Leviathan, prior to her abandoned launch.

“Leviathan,” prior to her abandoned launch.

Six times larger than any previously built ship, Great Eastern had to be launched sideways (much like today’s mega-cruise ships). Yet after she was christened (as Leviathan—she was renamed Great Eastern at a later date), and the launch order was issued, the giant liner slid just three feet, stopped, and then remained firmly lodged in place. Three months would pass before the vessel could finally be pushed into the water.

“… the ship slid a few feet until the lubricating stuff was rubbed off, and then the rails simply bit one another as the wheels of a locomotive engine bite the rails, and then held the ship firmly in place: so firmly that not only was the inclination of 1 in 12 with the whole weight of 12,000 tons of ship on it unable to move it down the inclined plane, but some thousands of additional pressure by hydraulic rams were unable to force it down into the water.” —John Scott Russell, naval architect and Great Eastern’s builder.

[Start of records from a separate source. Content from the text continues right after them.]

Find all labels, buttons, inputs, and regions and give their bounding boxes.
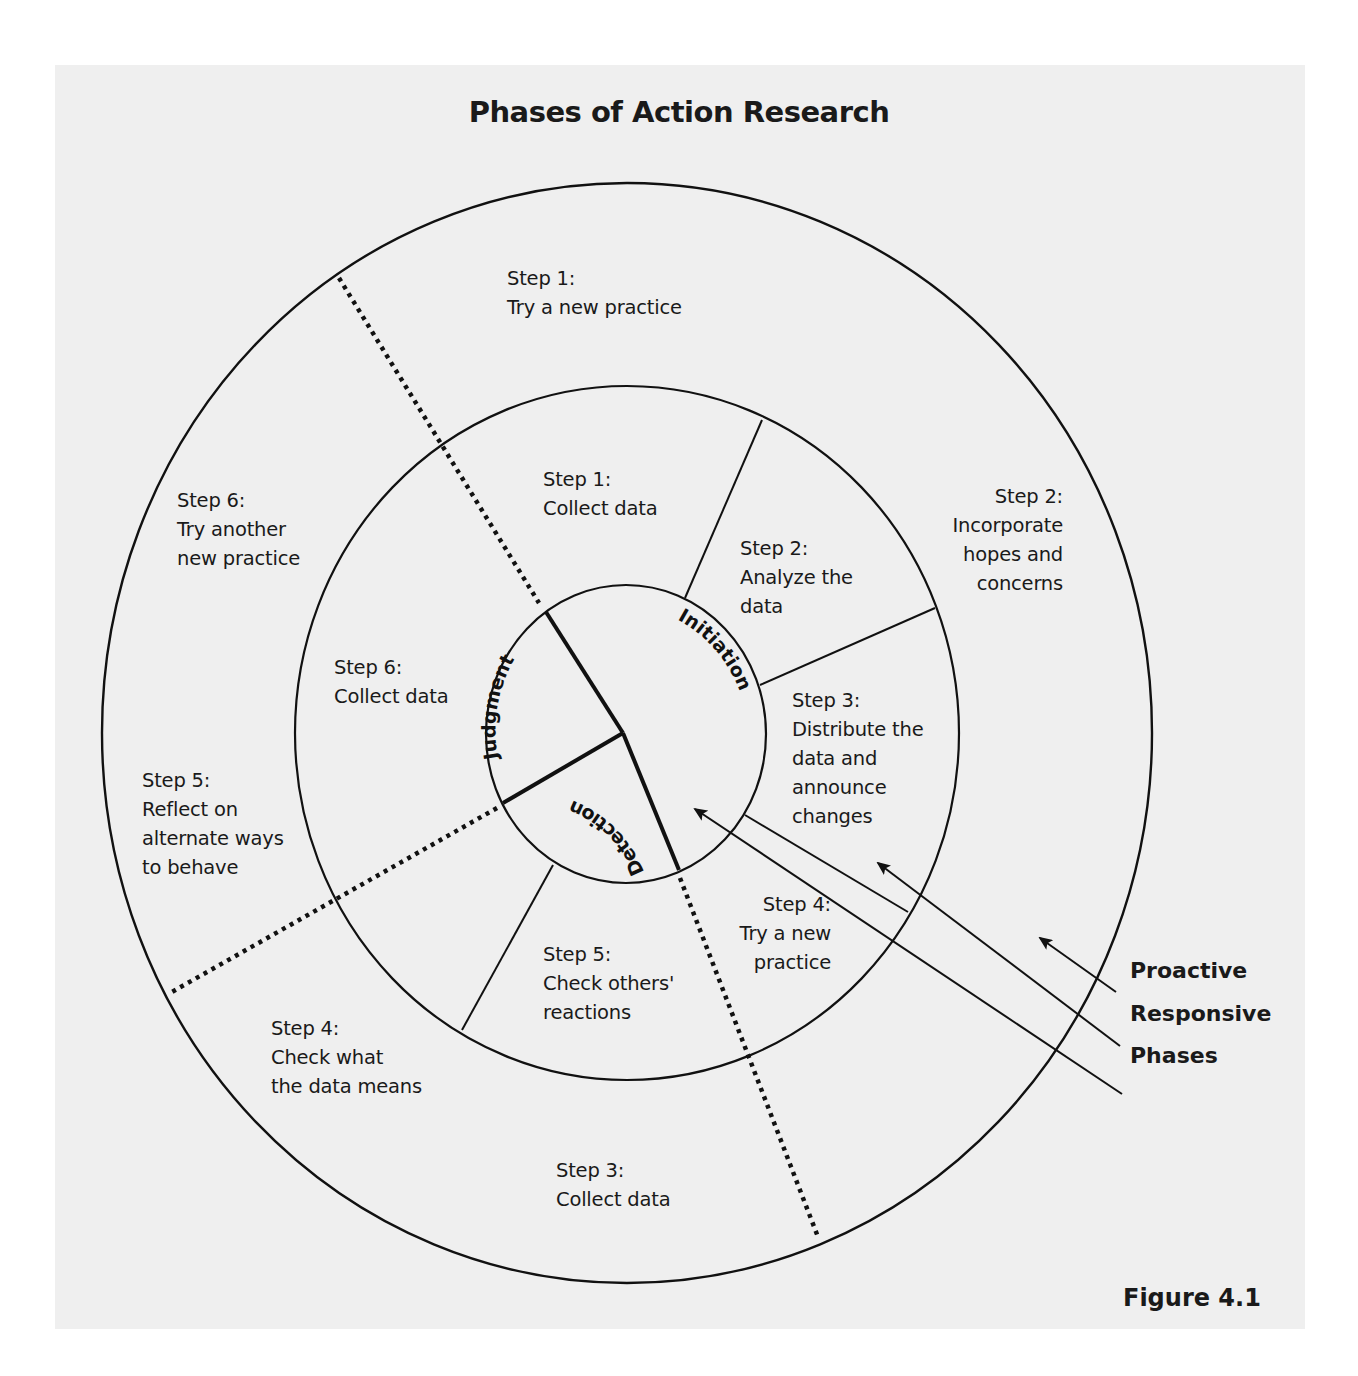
action-research-diagram: Initiation Judgment Detection (0, 0, 1358, 1376)
legend-phases: Phases (1130, 1043, 1218, 1068)
middle-step-5: Step 5: Check others' reactions (543, 940, 674, 1027)
legend-proactive: Proactive (1130, 958, 1247, 983)
figure-number: Figure 4.1 (1123, 1284, 1261, 1312)
arrow-proactive (1040, 938, 1116, 992)
figure-title: Phases of Action Research (0, 95, 1358, 129)
outer-step-1: Step 1: Try a new practice (507, 264, 682, 322)
phase-label-judgment: Judgment (477, 650, 518, 763)
middle-step-1: Step 1: Collect data (543, 465, 657, 523)
outer-ring-proactive (102, 183, 1152, 1283)
outer-step-6: Step 6: Try another new practice (177, 486, 300, 573)
middle-step-4: Step 4: Try a new practice (700, 890, 831, 977)
middle-step-3: Step 3: Distribute the data and announce… (792, 686, 923, 831)
middle-step-2: Step 2: Analyze the data (740, 534, 853, 621)
phase-label-detection: Detection (565, 797, 648, 880)
legend-responsive: Responsive (1130, 1001, 1271, 1026)
middle-step-6: Step 6: Collect data (334, 653, 448, 711)
outer-step-4: Step 4: Check what the data means (271, 1014, 422, 1101)
outer-step-2: Step 2: Incorporate hopes and concerns (900, 482, 1063, 598)
outer-step-5: Step 5: Reflect on alternate ways to beh… (142, 766, 284, 882)
outer-step-3: Step 3: Collect data (556, 1156, 670, 1214)
phase-dividers (503, 612, 679, 870)
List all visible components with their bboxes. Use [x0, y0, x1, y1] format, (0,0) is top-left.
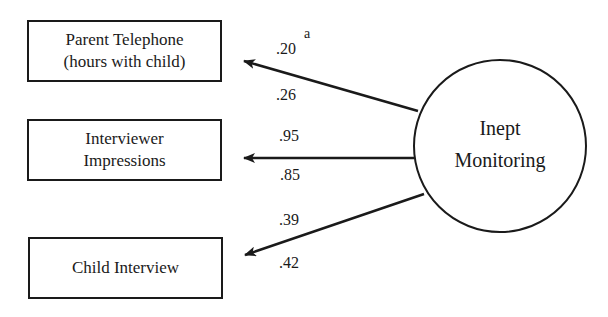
indicator-box-parent-telephone: Parent Telephone (hours with child) — [27, 20, 222, 82]
loading-upper-interviewer-impressions: .95 — [279, 127, 299, 145]
loading-upper-child-interview: .39 — [279, 211, 299, 229]
indicator-box-interviewer-impressions: Interviewer Impressions — [27, 119, 222, 181]
indicator-label-line2: Impressions — [83, 150, 165, 172]
indicator-label-line2: (hours with child) — [64, 51, 186, 73]
footnote-superscript: a — [304, 26, 310, 42]
latent-label-line2: Monitoring — [420, 144, 580, 176]
loading-lower-interviewer-impressions: .85 — [280, 166, 300, 184]
indicator-box-child-interview: Child Interview — [28, 237, 223, 299]
loading-lower-child-interview: .42 — [279, 254, 299, 272]
indicator-label-line1: Interviewer — [85, 128, 163, 150]
path-arrow-child-interview — [245, 194, 424, 255]
indicator-label-line1: Parent Telephone — [66, 29, 184, 51]
loading-upper-parent-telephone: .20 — [276, 40, 296, 58]
latent-label: Inept Monitoring — [420, 112, 580, 176]
path-arrow-parent-telephone — [244, 61, 418, 111]
loading-lower-parent-telephone: .26 — [276, 86, 296, 104]
latent-label-line1: Inept — [420, 112, 580, 144]
indicator-label-line1: Child Interview — [72, 257, 179, 279]
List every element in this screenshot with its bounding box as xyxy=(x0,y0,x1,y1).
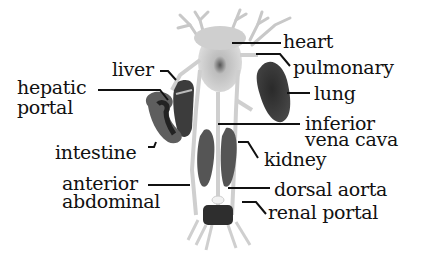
leader-renal-portal xyxy=(242,202,266,214)
label-inferior-vena-cava-2: vena cava xyxy=(305,130,398,148)
circulatory-diagram: heart pulmonary lung inferior vena cava … xyxy=(0,0,421,254)
lung-organ xyxy=(257,62,291,122)
label-pulmonary: pulmonary xyxy=(293,58,394,76)
label-kidney: kidney xyxy=(264,150,326,168)
label-hepatic-portal-2: portal xyxy=(17,98,73,116)
label-dorsal-aorta: dorsal aorta xyxy=(274,180,387,198)
label-anterior-abdominal-2: abdominal xyxy=(62,192,160,210)
leader-kidney xyxy=(238,142,258,158)
kidney-left-organ xyxy=(197,129,214,186)
leader-intestine xyxy=(148,142,156,147)
label-lung: lung xyxy=(314,84,356,102)
label-liver: liver xyxy=(112,60,154,78)
label-intestine: intestine xyxy=(55,143,136,161)
renal-portal-organ xyxy=(203,205,233,225)
label-hepatic-portal-1: hepatic xyxy=(17,78,86,96)
label-renal-portal: renal portal xyxy=(268,203,378,221)
leader-liver xyxy=(160,71,176,80)
label-heart: heart xyxy=(283,32,333,50)
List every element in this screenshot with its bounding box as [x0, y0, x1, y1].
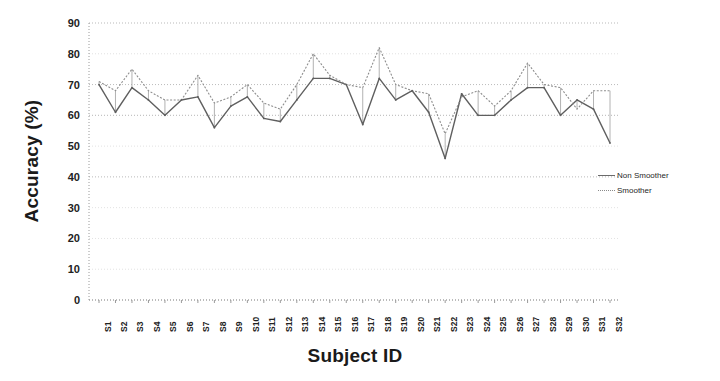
- y-tick-label: 60: [46, 110, 80, 120]
- x-tick-label: S5: [168, 298, 178, 332]
- x-tick-label: S15: [333, 298, 343, 332]
- y-tick-label: 80: [46, 49, 80, 59]
- x-tick-label: S6: [185, 298, 195, 332]
- x-tick-label: S21: [432, 298, 442, 332]
- x-tick-label: S24: [482, 298, 492, 332]
- solid-line-swatch-icon: [598, 175, 615, 176]
- x-tick-label: S3: [135, 298, 145, 332]
- x-tick-label: S7: [201, 298, 211, 332]
- x-tick-label: S17: [366, 298, 376, 332]
- x-tick-label: S4: [152, 298, 162, 332]
- legend-label-non-smoother: Non Smoother: [617, 171, 669, 180]
- y-tick-label: 30: [46, 203, 80, 213]
- chart-legend: Non Smoother Smoother: [598, 168, 669, 198]
- y-tick-label: 20: [46, 233, 80, 243]
- x-tick-label: S12: [284, 298, 294, 332]
- dotted-line-swatch-icon: [598, 190, 615, 191]
- x-tick-label: S16: [350, 298, 360, 332]
- x-tick-label: S22: [449, 298, 459, 332]
- x-tick-label: S26: [515, 298, 525, 332]
- x-tick-label: S9: [234, 298, 244, 332]
- x-tick-label: S29: [564, 298, 574, 332]
- y-tick-label: 90: [46, 18, 80, 28]
- x-tick-label: S31: [597, 298, 607, 332]
- legend-item-non-smoother: Non Smoother: [598, 168, 669, 183]
- x-tick-label: S28: [548, 298, 558, 332]
- x-tick-label: S13: [300, 298, 310, 332]
- x-tick-label: S18: [383, 298, 393, 332]
- x-tick-label: S11: [267, 298, 277, 332]
- legend-item-smoother: Smoother: [598, 183, 669, 198]
- x-tick-label: S10: [251, 298, 261, 332]
- x-tick-label: S30: [581, 298, 591, 332]
- x-tick-label: S8: [218, 298, 228, 332]
- x-tick-label: S32: [614, 298, 624, 332]
- legend-label-smoother: Smoother: [617, 186, 652, 195]
- y-tick-label: 10: [46, 264, 80, 274]
- x-tick-label: S19: [399, 298, 409, 332]
- y-tick-label: 0: [46, 295, 80, 305]
- x-tick-label: S14: [317, 298, 327, 332]
- y-tick-label: 40: [46, 172, 80, 182]
- y-tick-label: 50: [46, 141, 80, 151]
- x-tick-label: S23: [465, 298, 475, 332]
- x-tick-label: S25: [498, 298, 508, 332]
- y-tick-label: 70: [46, 80, 80, 90]
- x-tick-label: S2: [119, 298, 129, 332]
- x-tick-label: S27: [531, 298, 541, 332]
- accuracy-line-chart: Accuracy (%) Subject ID 9080706050403020…: [0, 0, 720, 381]
- x-tick-label: S1: [103, 298, 113, 332]
- x-tick-label: S20: [416, 298, 426, 332]
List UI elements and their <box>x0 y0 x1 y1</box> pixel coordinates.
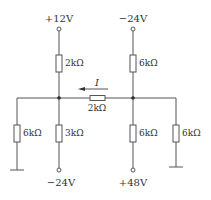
terminal-bottom-left <box>57 168 61 172</box>
resistor-label-bottom-right: 6kΩ <box>139 128 158 138</box>
resistor-bottom-far-right <box>173 125 179 142</box>
bus: 2kΩ <box>17 96 176 114</box>
arrow-left-icon <box>78 87 85 91</box>
source-label-top-right: −24V <box>119 13 148 24</box>
branch-bottom-left: 3kΩ −24V <box>47 98 84 188</box>
circuit-diagram: +12V 2kΩ −24V 6kΩ 2kΩ I 6kΩ <box>0 0 211 200</box>
resistor-bottom-left <box>56 125 62 142</box>
branch-bottom-far-right: 6kΩ <box>169 98 201 167</box>
resistor-label-bottom-left: 3kΩ <box>65 128 84 138</box>
resistor-label-top-left: 2kΩ <box>65 58 84 68</box>
resistor-top-right <box>130 55 136 72</box>
branch-top-right: −24V 6kΩ <box>119 13 158 98</box>
resistor-label-bottom-far-left: 6kΩ <box>23 128 42 138</box>
resistor-label-bottom-far-right: 6kΩ <box>182 128 201 138</box>
resistor-label-top-right: 6kΩ <box>139 58 158 68</box>
resistor-middle <box>90 96 105 101</box>
resistor-top-left <box>56 55 62 72</box>
terminal-top-left <box>57 27 61 31</box>
branch-top-left: +12V 2kΩ <box>45 13 84 98</box>
branch-bottom-right: 6kΩ +48V <box>119 98 158 188</box>
resistor-bottom-right <box>130 125 136 142</box>
source-label-bottom-left: −24V <box>47 177 76 188</box>
terminal-top-right <box>131 27 135 31</box>
current-arrow: I <box>78 77 108 91</box>
source-label-bottom-right: +48V <box>119 177 148 188</box>
current-label: I <box>94 77 100 88</box>
resistor-bottom-far-left <box>14 125 20 142</box>
branch-bottom-far-left: 6kΩ <box>10 98 42 170</box>
terminal-bottom-right <box>131 168 135 172</box>
source-label-top-left: +12V <box>45 13 74 24</box>
resistor-label-middle: 2kΩ <box>88 103 107 113</box>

Three months later, on 31 January 1858, after again using multiple hydraulic rams to literally shove Leviathan toward the water, a high tide floated the iron hull into the Thames. The cost of the launch was £120,000. Throughout the remainder of the ship’s completion, Brunel took no fees and paid workers’ salaries out of his own pocket. By this point, nearly £750,000 had been spent on an iron hull containing an incomplete assortment of machinery. There was no money left to finish her fitting-out.

Great Eastern Stern

It wasn’t until September 1859, after getting a new owner, that Great Eastern was finally ready to sail. Unfortunately, her maiden voyage. was cut short by a boiler explosion. The cost of repairs forced the liner’s second owner into collapse. Another new owner was eventually found. Great Eastern finally reached New York in June 1860. For the next two months she was exhibited to the public and sailed on voyages along the US Atlantic coast.